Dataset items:
Start of Block

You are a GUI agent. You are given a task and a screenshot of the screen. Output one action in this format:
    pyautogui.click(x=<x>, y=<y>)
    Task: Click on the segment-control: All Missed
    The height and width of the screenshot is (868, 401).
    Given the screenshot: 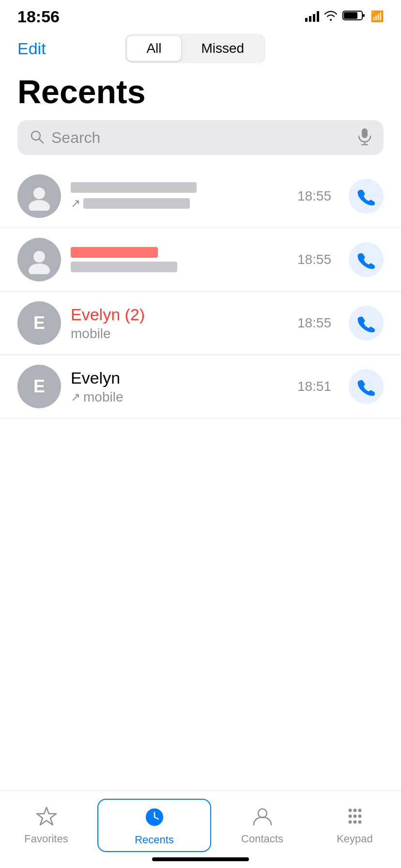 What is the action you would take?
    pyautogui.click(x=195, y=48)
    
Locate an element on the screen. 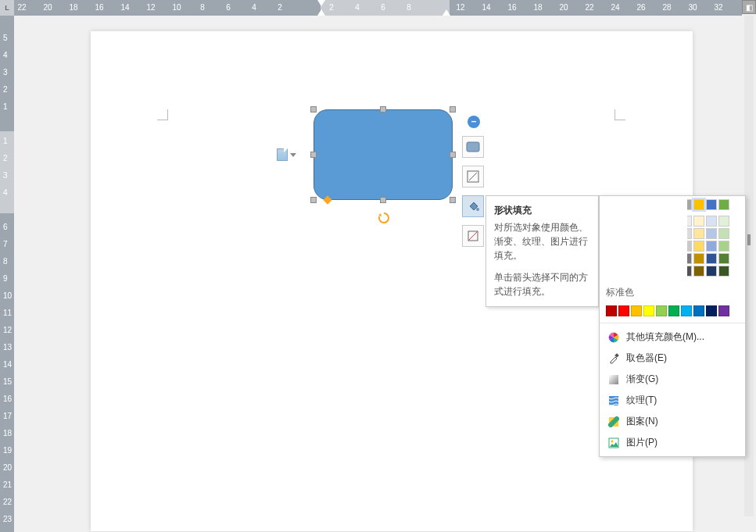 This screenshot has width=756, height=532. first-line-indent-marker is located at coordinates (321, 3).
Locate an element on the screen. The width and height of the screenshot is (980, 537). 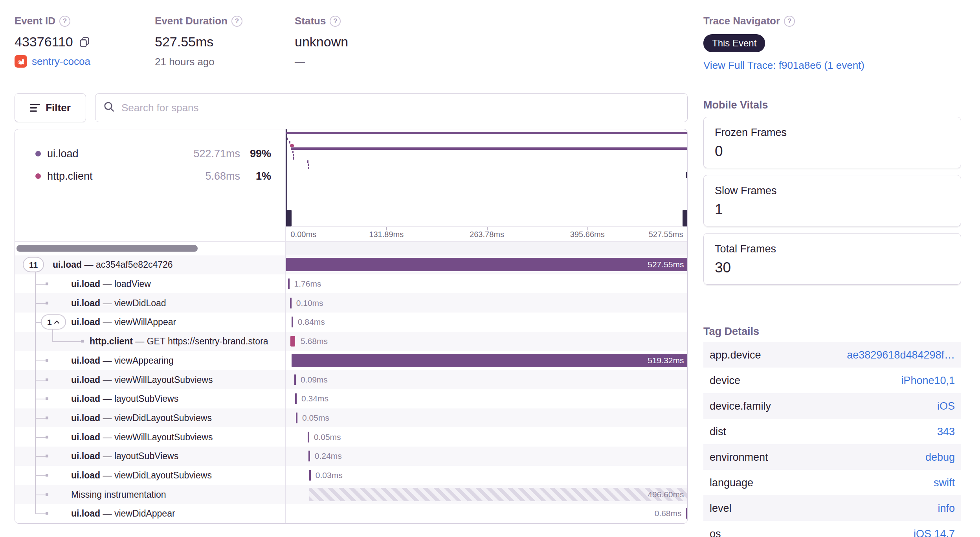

End of Block

- Exercise details
Begin with the first line of the records and reproduce each line as is, ending with the line that holds "The height and".

- Answer
You are a GUI agent. You are given a task and a screenshot of the screen. Output one action in this format:
    pyautogui.click(x=<x>, y=<y>)
    Task: Click on the segment-control: All Missed
    The height and width of the screenshot is (868, 401).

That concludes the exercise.